Although more than five decades have passed since the Civil Rights Act of 1964 was enacted, income inequity remains. Black workers in the U.S. continue to earn less than white workers. And according to a new study by researchers at Harvard Medical School and the University of Southern California, this inequity also holds true for black and white male physicians, despite the fact that they have the same high levels of education and do the same work.
The study also found that while black and white women in general earned similar pay, income disparities are even greater for female physicians of either race, who earn considerably less compared with males of either race.
The findings, published June 8 in The BMJ, showed that, between 2000 and 2013, the median income for white male physicians was 35 percent greater than that for black male physicians.
“We found that the inequities in pay for physicians mirror disparities in the overall U.S. economy,” said Anupam Jena, senior author of the study and the Ruth L. Newhouse Associate Professor of Health Care Policy and Medicine at HMS, and a physician at Massachusetts General Hospital. “Unfortunately, this means that medicine has not been spared the disparities by race and sex that plague the rest of the U.S. labor market.”
The authors noted that the pay gap is not explained by any of the many factors that are known to influence doctors’ income, such as specialty, number of hours worked, geographical region or number of years in practice.
The authors used two nationally representative surveys of physicians to reach their conclusions.
The larger of the surveys covered the years 2000 through 2013 and included annual income information for more than 60,000 black and white doctors, both male and female, along with information about age, number of hours worked, and the state in which the doctor practiced. A smaller but more detailed national survey was used to corroborate the findings. This smaller survey included nearly 18,000 physicians and covered the years 2000 through 2008. It provided additional information that allowed the researchers to adjust for specialty, number of years in practice, number of hours worked, practice type, and other factors known to influence doctor income.
Both surveys showed the same disparities.
In the larger survey, white male doctors had an adjusted median annual income of $253,042, compared with $188,230 for black male doctors, a statistically significant difference of $64,812. Meanwhile, white female doctors had an adjusted median annual income of $163,234, an amount that was not statistically different from the adjusted median annual income of $152,784 among black female doctors.
“Our findings are not only disconcerting for black male doctors but also highlight the lower incomes of female doctors relative to their male peers,” said Dan Ly, a doctoral student at Harvard University and a physician and HMS lecturer on medicine at the VA Boston Healthcare System. Other study authors included Seth Seabury, an associate professor at the Keck School of Medicine and the Leonard D. Schaeffer Center for Health Policy and Economics at the University of Southern California.

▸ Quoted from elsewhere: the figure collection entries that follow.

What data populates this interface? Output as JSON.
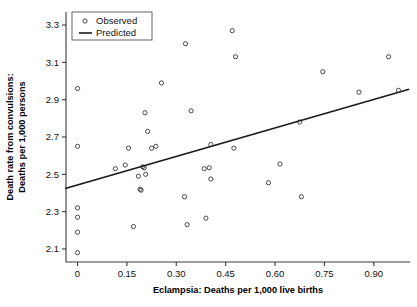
{
  "chart_data": {
    "type": "scatter",
    "title": "",
    "xlabel": "Eclampsia: Deaths per 1,000 live births",
    "ylabel_line1": "Death rate from convulsions:",
    "ylabel_line2": "Deaths per 1,000 persons",
    "xlim": [
      -0.035,
      1.01
    ],
    "ylim": [
      2.03,
      3.37
    ],
    "grid": false,
    "legend_position": "top-left-inside",
    "xticks": [
      0,
      0.15,
      0.3,
      0.45,
      0.6,
      0.75,
      0.9
    ],
    "xtick_labels": [
      "0",
      "0.15",
      "0.30",
      "0.45",
      "0.60",
      "0.75",
      "0.90"
    ],
    "yticks": [
      2.1,
      2.3,
      2.5,
      2.7,
      2.9,
      3.1,
      3.3
    ],
    "ytick_labels": [
      "2.1",
      "2.3",
      "2.5",
      "2.7",
      "2.9",
      "3.1",
      "3.3"
    ],
    "series": [
      {
        "name": "Observed",
        "type": "scatter",
        "marker": "open-circle",
        "color": "#2b2b2b",
        "points": [
          [
            0.0,
            2.96
          ],
          [
            0.0,
            2.65
          ],
          [
            0.0,
            2.32
          ],
          [
            0.0,
            2.27
          ],
          [
            0.0,
            2.19
          ],
          [
            0.0,
            2.08
          ],
          [
            0.115,
            2.53
          ],
          [
            0.145,
            2.55
          ],
          [
            0.155,
            2.64
          ],
          [
            0.17,
            2.22
          ],
          [
            0.185,
            2.49
          ],
          [
            0.19,
            2.42
          ],
          [
            0.193,
            2.415
          ],
          [
            0.198,
            2.54
          ],
          [
            0.203,
            2.535
          ],
          [
            0.205,
            2.83
          ],
          [
            0.207,
            2.5
          ],
          [
            0.213,
            2.73
          ],
          [
            0.225,
            2.64
          ],
          [
            0.238,
            2.65
          ],
          [
            0.255,
            2.99
          ],
          [
            0.325,
            2.38
          ],
          [
            0.328,
            3.2
          ],
          [
            0.333,
            2.23
          ],
          [
            0.345,
            2.84
          ],
          [
            0.385,
            2.53
          ],
          [
            0.39,
            2.265
          ],
          [
            0.4,
            2.535
          ],
          [
            0.405,
            2.475
          ],
          [
            0.405,
            2.66
          ],
          [
            0.47,
            3.27
          ],
          [
            0.475,
            2.64
          ],
          [
            0.48,
            3.13
          ],
          [
            0.58,
            2.455
          ],
          [
            0.615,
            2.555
          ],
          [
            0.675,
            2.78
          ],
          [
            0.68,
            2.38
          ],
          [
            0.745,
            3.05
          ],
          [
            0.855,
            2.94
          ],
          [
            0.945,
            3.13
          ],
          [
            0.975,
            2.95
          ]
        ]
      },
      {
        "name": "Predicted",
        "type": "line",
        "color": "#1a1a1a",
        "endpoints": [
          [
            -0.035,
            2.425
          ],
          [
            1.005,
            2.955
          ]
        ]
      }
    ]
  },
  "legend": {
    "items": [
      {
        "label": "Observed",
        "marker": "open-circle"
      },
      {
        "label": "Predicted",
        "marker": "line"
      }
    ]
  },
  "icons": {
    "observed_marker": "open-circle-marker-icon",
    "predicted_marker": "line-segment-icon"
  }
}
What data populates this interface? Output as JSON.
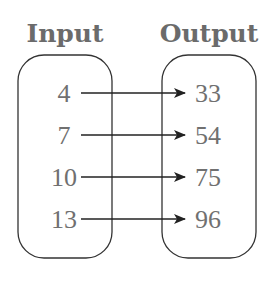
{
  "diagram": {
    "type": "mapping",
    "input_label": "Input",
    "output_label": "Output",
    "inputs": [
      "4",
      "7",
      "10",
      "13"
    ],
    "outputs": [
      "33",
      "54",
      "75",
      "96"
    ],
    "mappings": [
      {
        "from": "4",
        "to": "33"
      },
      {
        "from": "7",
        "to": "54"
      },
      {
        "from": "10",
        "to": "75"
      },
      {
        "from": "13",
        "to": "96"
      }
    ],
    "colors": {
      "text": "#707070",
      "lines": "#222222"
    }
  }
}
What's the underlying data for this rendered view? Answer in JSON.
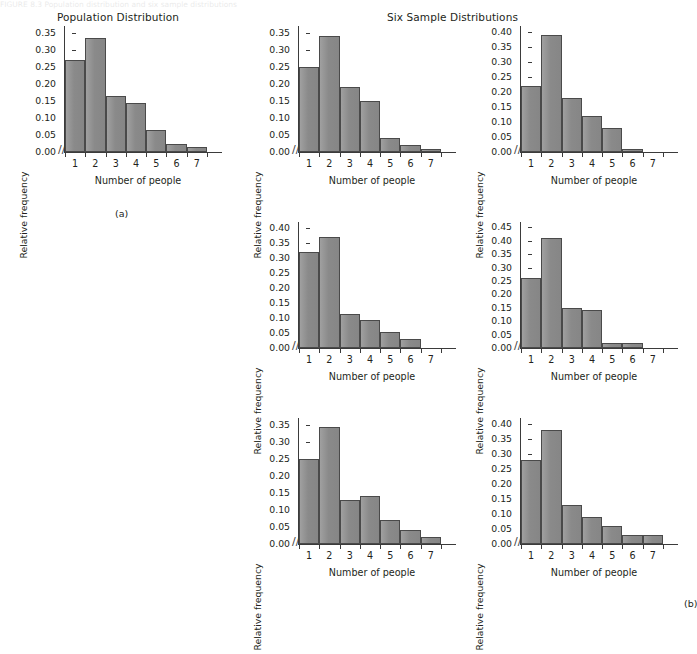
{
  "figure": {
    "caption_strip": "FIGURE 8.3   Population distribution and six sample distributions",
    "title_population": "Population Distribution",
    "title_samples": "Six Sample Distributions",
    "label_a": "(a)",
    "label_b": "(b)",
    "axis_break_glyph": "//",
    "bar_color": "#8e8e8e",
    "bar_border_color": "#4a4a4a",
    "axis_color": "#3b3b3b"
  },
  "chart_data": [
    {
      "id": "population",
      "type": "bar",
      "title": "Population Distribution",
      "xlabel": "Number of people",
      "ylabel": "Relative frequency",
      "categories": [
        "1",
        "2",
        "3",
        "4",
        "5",
        "6",
        "7"
      ],
      "values": [
        0.27,
        0.335,
        0.165,
        0.143,
        0.065,
        0.025,
        0.015
      ],
      "ylim": [
        0.0,
        0.37
      ],
      "yticks": [
        "0.00",
        "0.05",
        "0.10",
        "0.15",
        "0.20",
        "0.25",
        "0.30",
        "0.35"
      ],
      "ytick_values": [
        0.0,
        0.05,
        0.1,
        0.15,
        0.2,
        0.25,
        0.3,
        0.35
      ],
      "grid": false,
      "legend": "none"
    },
    {
      "id": "sample-1",
      "type": "bar",
      "title": "",
      "xlabel": "Number of people",
      "ylabel": "Relative frequency",
      "categories": [
        "1",
        "2",
        "3",
        "4",
        "5",
        "6",
        "7"
      ],
      "values": [
        0.25,
        0.34,
        0.19,
        0.15,
        0.04,
        0.02,
        0.01
      ],
      "ylim": [
        0.0,
        0.37
      ],
      "yticks": [
        "0.00",
        "0.05",
        "0.10",
        "0.15",
        "0.20",
        "0.25",
        "0.30",
        "0.35"
      ],
      "ytick_values": [
        0.0,
        0.05,
        0.1,
        0.15,
        0.2,
        0.25,
        0.3,
        0.35
      ],
      "grid": false,
      "legend": "none"
    },
    {
      "id": "sample-2",
      "type": "bar",
      "title": "",
      "xlabel": "Number of people",
      "ylabel": "Relative frequency",
      "categories": [
        "1",
        "2",
        "3",
        "4",
        "5",
        "6",
        "7"
      ],
      "values": [
        0.22,
        0.39,
        0.18,
        0.12,
        0.08,
        0.01,
        0.0
      ],
      "ylim": [
        0.0,
        0.42
      ],
      "yticks": [
        "0.00",
        "0.05",
        "0.10",
        "0.15",
        "0.20",
        "0.25",
        "0.30",
        "0.35",
        "0.40"
      ],
      "ytick_values": [
        0.0,
        0.05,
        0.1,
        0.15,
        0.2,
        0.25,
        0.3,
        0.35,
        0.4
      ],
      "grid": false,
      "legend": "none"
    },
    {
      "id": "sample-3",
      "type": "bar",
      "title": "",
      "xlabel": "Number of people",
      "ylabel": "Relative frequency",
      "categories": [
        "1",
        "2",
        "3",
        "4",
        "5",
        "6",
        "7"
      ],
      "values": [
        0.32,
        0.37,
        0.115,
        0.095,
        0.055,
        0.03,
        0.0
      ],
      "ylim": [
        0.0,
        0.42
      ],
      "yticks": [
        "0.00",
        "0.05",
        "0.10",
        "0.15",
        "0.20",
        "0.25",
        "0.30",
        "0.35",
        "0.40"
      ],
      "ytick_values": [
        0.0,
        0.05,
        0.1,
        0.15,
        0.2,
        0.25,
        0.3,
        0.35,
        0.4
      ],
      "grid": false,
      "legend": "none"
    },
    {
      "id": "sample-4",
      "type": "bar",
      "title": "",
      "xlabel": "Number of people",
      "ylabel": "Relative frequency",
      "categories": [
        "1",
        "2",
        "3",
        "4",
        "5",
        "6",
        "7"
      ],
      "values": [
        0.26,
        0.41,
        0.15,
        0.14,
        0.02,
        0.02,
        0.0
      ],
      "ylim": [
        0.0,
        0.47
      ],
      "yticks": [
        "0.00",
        "0.05",
        "0.10",
        "0.15",
        "0.20",
        "0.25",
        "0.30",
        "0.35",
        "0.40",
        "0.45"
      ],
      "ytick_values": [
        0.0,
        0.05,
        0.1,
        0.15,
        0.2,
        0.25,
        0.3,
        0.35,
        0.4,
        0.45
      ],
      "grid": false,
      "legend": "none"
    },
    {
      "id": "sample-5",
      "type": "bar",
      "title": "",
      "xlabel": "Number of people",
      "ylabel": "Relative frequency",
      "categories": [
        "1",
        "2",
        "3",
        "4",
        "5",
        "6",
        "7"
      ],
      "values": [
        0.25,
        0.345,
        0.13,
        0.14,
        0.07,
        0.04,
        0.02
      ],
      "ylim": [
        0.0,
        0.37
      ],
      "yticks": [
        "0.00",
        "0.05",
        "0.10",
        "0.15",
        "0.20",
        "0.25",
        "0.30",
        "0.35"
      ],
      "ytick_values": [
        0.0,
        0.05,
        0.1,
        0.15,
        0.2,
        0.25,
        0.3,
        0.35
      ],
      "grid": false,
      "legend": "none"
    },
    {
      "id": "sample-6",
      "type": "bar",
      "title": "",
      "xlabel": "Number of people",
      "ylabel": "Relative frequency",
      "categories": [
        "1",
        "2",
        "3",
        "4",
        "5",
        "6",
        "7"
      ],
      "values": [
        0.28,
        0.38,
        0.13,
        0.09,
        0.06,
        0.03,
        0.03
      ],
      "ylim": [
        0.0,
        0.42
      ],
      "yticks": [
        "0.00",
        "0.05",
        "0.10",
        "0.15",
        "0.20",
        "0.25",
        "0.30",
        "0.35",
        "0.40"
      ],
      "ytick_values": [
        0.0,
        0.05,
        0.1,
        0.15,
        0.2,
        0.25,
        0.3,
        0.35,
        0.4
      ],
      "grid": false,
      "legend": "none"
    }
  ],
  "layout": [
    {
      "chart_index": 0,
      "left": 18,
      "top": 26,
      "plot_width": 148
    },
    {
      "chart_index": 1,
      "left": 252,
      "top": 26,
      "plot_width": 148
    },
    {
      "chart_index": 2,
      "left": 474,
      "top": 26,
      "plot_width": 148
    },
    {
      "chart_index": 3,
      "left": 252,
      "top": 222,
      "plot_width": 148
    },
    {
      "chart_index": 4,
      "left": 474,
      "top": 222,
      "plot_width": 148
    },
    {
      "chart_index": 5,
      "left": 252,
      "top": 418,
      "plot_width": 148
    },
    {
      "chart_index": 6,
      "left": 474,
      "top": 418,
      "plot_width": 148
    }
  ]
}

Race-linked differences in income have often been attributed to differences in education, labor market attachment, and employer discrimination. Given that doctors are uniformly highly educated—and that the study adjusted for several factors known to influence doctor income—the researchers were struck by the findings, especially the breadth of the income disparity between black and white male doctors. Other factors to consider in further research are whether black male doctors have less bargaining power in salary negotiations, face employer discrimination or have lower clinical revenue due to differences in patient volume, billing or services provided.
“These findings are deeply concerning,” Jena said. “If the goal is to achieve equity or to give incentives for the best students to enter medicine, we need to work on closing both the black-white gap and the gender gap in physician incomes.”
This research was funded by the Office of the Director, National Institutes of Health (NIH Early Independence Award, 1DP5OD017897-01).